Facilities
We鈥檝e invested in a modern campus with cutting-edge research departments and facilities to meet the need of our global network of students, staff and partners.
Facilities and resources for industry
While our equipment and facilities primarily support teaching and research, we're closely linked with businesses, including through research partnerships, industry-funded postgraduate researchers and knowledge transfer partnerships.
Our and are just two examples of state-of-the-art facilities that support industry innovation – explore the full list of facilities available at each of our Faculties in the accordions below.
Our invests heavily in its research infrastructure, which are also made available to academic, clinical and industrial partners. These include:
- An extensive array of , staffed by experienced research technology professionals.
- A number of challenge-focussed interdisciplinary initiatives developing cross-platform pipelines, including our , , and Wellcome Discovery Research Platform.
- World-class cancer facilities under our , including our and .
Our offers discipline-focused and dedicated research laboratories, workshops, and performance spaces, as well as the collections of the John Rylands Research Institute and Library, the Whitworth (art gallery) and Manchester Museum.
- The is home to our – ranked second in the UK and in the top five internationally.
- art and design collections are housed in an award-winning building transformed by a £15 million investment, which created improved research and engagement facilities and new exhibition spaces.
- The collections span more than one million objects, with research collaborations and public engagement further enabled by a £13 million investment to create expanded exhibition space and new South Asia and Chinese Culture galleries.
- The incorporates two major performance spaces: the Cosmo Rodewald Concert Hall and the John Thaw Studio Theatre. The Centre also has electroacoustic composition studios.
- The , the first of its kind in the UK, is a 3D immersive visualisation facility that offers interactive visualisation of large data sets (such as health, manufacturing processes etc) with laser-sharp definition on a cylindrical matrix of 72 full HD screens.
Our has a substantial portfolio of large equipment infrastructure, shared by research groups and other academic and industry partners.
- The which operates the UK’s e-MERLIN telescope array and hosts the international Square Kilometre Array (SKA) headquarters.
- The , the hub for the UK’s national facility for advanced materials, which is accessible to other higher education institutions and industry. The Institute's 2D materials focus is underpinned by equipment offered through our and the .
- The world-leading .
- The National Grid Power Systems Research Centre, the largest at any UK university.
- A number of EPSRC National Research Facilities including our based at our Manchester Institute of Biotechnology, and the , part of the UK government's National Nuclear User Facility.
is the only National Research Library in the north of England. With more than ten million items, it is the largest non-legal deposit library in the UK, holding the most extensive digital collections of any UK academic library.
Our ESRC-funded allows researchers to access sensitive and secure datasets from participating data centres (including the Office for National Statistics Secure Research Service, UK Data Service, and SAIL Databank) on campus in the Main Library.
The , based at Manchester’s Central Library, holds unique collections and archives that tell the story of race, migration, anti-racism activism and the fight for social justice in Greater Manchester and beyond.
Our research IT infrastructure includes:
- High Performance and High Throughput Computing (HPC/HTC) including ‘free-at-point-of-use’ access for smaller-scale users;
- a Research Software Engineer Team to provide a fully cost-recovered service;
- research applications support and training covering programming, software engineering and research IT facilities;
- research data storage (8TB) per researcher, with higher requirements costed into grants;
- significant IT investment to extend the digitisation, curation and access to the University’s cultural assets and to support open research.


The stretch wanted below opens at the line containing "Identify the location of button: New" and closes at the line containing "Task: Click on the a: S_SNDZ-2304". Please return it exactly, with no other lines.
[[ RAW DATA open ]]
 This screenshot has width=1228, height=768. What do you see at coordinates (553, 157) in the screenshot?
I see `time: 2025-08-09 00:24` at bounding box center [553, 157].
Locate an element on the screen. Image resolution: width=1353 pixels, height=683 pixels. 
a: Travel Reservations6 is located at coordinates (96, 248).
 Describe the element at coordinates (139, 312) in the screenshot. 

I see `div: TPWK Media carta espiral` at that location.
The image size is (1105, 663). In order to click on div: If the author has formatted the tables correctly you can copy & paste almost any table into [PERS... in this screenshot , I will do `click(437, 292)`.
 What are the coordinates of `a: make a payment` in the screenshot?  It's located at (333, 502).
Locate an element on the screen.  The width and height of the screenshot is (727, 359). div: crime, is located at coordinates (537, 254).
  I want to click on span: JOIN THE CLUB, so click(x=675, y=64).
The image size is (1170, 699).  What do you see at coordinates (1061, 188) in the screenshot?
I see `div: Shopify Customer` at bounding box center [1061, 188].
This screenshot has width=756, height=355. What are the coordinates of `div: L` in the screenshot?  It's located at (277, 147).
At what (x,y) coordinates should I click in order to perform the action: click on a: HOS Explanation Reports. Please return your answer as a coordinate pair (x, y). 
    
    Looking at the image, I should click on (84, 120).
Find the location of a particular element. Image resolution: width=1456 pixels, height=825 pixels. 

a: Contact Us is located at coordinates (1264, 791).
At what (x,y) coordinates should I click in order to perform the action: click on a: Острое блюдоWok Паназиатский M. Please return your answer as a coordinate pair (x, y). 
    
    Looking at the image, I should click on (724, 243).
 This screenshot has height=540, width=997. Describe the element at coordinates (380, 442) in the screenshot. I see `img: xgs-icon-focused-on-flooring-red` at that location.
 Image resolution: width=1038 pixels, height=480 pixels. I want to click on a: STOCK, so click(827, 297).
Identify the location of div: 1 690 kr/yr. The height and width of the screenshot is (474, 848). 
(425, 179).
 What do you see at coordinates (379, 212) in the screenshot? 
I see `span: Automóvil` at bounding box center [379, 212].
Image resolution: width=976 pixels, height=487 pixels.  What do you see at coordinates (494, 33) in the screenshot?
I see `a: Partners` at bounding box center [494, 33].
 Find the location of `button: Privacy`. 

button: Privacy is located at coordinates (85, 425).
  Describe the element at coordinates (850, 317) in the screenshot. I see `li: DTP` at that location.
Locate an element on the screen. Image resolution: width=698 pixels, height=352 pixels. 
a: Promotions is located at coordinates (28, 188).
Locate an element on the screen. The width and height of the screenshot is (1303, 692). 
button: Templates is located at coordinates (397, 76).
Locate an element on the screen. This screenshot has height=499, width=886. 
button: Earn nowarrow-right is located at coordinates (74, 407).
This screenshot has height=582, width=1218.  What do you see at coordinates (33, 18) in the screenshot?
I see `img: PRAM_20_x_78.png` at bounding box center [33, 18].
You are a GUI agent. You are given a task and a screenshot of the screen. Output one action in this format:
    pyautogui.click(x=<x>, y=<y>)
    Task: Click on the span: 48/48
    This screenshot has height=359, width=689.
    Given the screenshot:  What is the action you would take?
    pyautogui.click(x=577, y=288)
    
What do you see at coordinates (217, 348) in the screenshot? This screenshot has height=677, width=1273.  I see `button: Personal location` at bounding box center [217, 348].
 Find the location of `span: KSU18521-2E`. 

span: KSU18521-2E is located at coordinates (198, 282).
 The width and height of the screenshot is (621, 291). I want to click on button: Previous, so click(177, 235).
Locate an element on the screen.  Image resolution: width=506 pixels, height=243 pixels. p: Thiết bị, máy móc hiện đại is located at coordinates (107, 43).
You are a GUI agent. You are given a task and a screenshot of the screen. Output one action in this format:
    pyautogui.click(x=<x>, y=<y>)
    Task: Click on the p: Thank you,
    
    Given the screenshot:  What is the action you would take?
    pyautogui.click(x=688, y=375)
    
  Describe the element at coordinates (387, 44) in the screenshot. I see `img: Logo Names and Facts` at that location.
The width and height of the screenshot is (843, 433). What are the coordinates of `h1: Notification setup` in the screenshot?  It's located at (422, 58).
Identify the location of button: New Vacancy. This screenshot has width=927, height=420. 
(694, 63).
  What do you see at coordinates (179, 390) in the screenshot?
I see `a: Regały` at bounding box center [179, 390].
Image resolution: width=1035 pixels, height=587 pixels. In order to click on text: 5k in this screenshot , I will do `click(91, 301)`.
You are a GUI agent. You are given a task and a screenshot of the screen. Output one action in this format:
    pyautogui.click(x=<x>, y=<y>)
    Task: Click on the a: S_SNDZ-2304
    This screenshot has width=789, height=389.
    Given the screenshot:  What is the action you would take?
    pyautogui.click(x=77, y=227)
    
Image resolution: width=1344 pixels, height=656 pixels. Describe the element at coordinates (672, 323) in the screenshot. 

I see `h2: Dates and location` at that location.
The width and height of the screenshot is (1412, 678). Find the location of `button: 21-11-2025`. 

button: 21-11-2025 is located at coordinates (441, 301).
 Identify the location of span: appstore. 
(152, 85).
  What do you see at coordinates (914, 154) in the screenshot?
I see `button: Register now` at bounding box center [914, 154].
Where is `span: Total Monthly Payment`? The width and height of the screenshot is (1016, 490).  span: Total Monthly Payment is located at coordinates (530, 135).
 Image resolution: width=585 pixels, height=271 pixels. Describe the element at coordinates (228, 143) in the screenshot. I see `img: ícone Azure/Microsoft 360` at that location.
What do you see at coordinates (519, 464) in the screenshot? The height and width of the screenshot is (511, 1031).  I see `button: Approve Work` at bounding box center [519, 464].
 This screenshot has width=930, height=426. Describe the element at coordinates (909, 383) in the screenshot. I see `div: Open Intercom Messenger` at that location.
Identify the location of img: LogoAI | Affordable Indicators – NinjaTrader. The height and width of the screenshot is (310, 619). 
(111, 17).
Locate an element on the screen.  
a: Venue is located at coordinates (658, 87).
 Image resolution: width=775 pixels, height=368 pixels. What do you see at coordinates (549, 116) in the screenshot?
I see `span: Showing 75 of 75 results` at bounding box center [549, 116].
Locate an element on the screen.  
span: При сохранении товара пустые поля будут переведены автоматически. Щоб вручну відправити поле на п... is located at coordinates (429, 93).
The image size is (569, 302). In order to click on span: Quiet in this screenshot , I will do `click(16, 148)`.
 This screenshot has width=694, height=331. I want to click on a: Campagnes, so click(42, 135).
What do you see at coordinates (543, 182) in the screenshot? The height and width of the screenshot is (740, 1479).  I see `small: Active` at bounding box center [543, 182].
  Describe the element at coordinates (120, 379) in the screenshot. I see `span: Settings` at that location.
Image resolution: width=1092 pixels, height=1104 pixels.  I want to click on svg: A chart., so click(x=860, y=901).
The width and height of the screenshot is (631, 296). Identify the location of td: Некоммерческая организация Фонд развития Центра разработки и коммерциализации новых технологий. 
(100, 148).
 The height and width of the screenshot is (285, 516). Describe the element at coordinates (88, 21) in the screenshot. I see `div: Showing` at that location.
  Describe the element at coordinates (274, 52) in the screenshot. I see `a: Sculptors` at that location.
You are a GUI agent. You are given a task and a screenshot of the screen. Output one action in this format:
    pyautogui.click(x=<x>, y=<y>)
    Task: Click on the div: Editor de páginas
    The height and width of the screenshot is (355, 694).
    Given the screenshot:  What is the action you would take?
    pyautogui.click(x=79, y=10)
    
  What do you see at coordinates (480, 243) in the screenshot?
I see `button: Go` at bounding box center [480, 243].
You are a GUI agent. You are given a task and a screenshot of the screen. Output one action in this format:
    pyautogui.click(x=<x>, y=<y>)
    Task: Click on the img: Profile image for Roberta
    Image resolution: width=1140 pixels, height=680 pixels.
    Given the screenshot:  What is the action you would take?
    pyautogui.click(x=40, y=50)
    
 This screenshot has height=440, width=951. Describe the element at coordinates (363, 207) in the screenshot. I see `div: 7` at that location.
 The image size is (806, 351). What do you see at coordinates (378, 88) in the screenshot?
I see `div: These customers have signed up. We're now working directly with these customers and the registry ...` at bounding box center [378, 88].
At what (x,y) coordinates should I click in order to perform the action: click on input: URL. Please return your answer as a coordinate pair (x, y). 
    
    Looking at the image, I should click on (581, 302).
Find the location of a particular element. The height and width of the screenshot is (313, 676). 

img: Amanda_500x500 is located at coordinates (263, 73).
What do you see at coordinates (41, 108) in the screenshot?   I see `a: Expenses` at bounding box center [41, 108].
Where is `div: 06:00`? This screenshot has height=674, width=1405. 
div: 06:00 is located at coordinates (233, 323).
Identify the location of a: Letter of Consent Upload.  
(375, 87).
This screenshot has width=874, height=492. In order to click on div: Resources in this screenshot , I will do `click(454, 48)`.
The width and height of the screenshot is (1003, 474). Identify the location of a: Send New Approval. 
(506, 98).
[[ RAW DATA closed ]]
# TASK OUTPUT
Identify the location of button: New Vacancy. This screenshot has width=927, height=420. 
(694, 63).
  What do you see at coordinates (179, 390) in the screenshot?
I see `a: Regały` at bounding box center [179, 390].
Image resolution: width=1035 pixels, height=587 pixels. In order to click on text: 5k in this screenshot , I will do `click(91, 301)`.
You are a GUI agent. You are given a task and a screenshot of the screen. Output one action in this format:
    pyautogui.click(x=<x>, y=<y>)
    Task: Click on the a: S_SNDZ-2304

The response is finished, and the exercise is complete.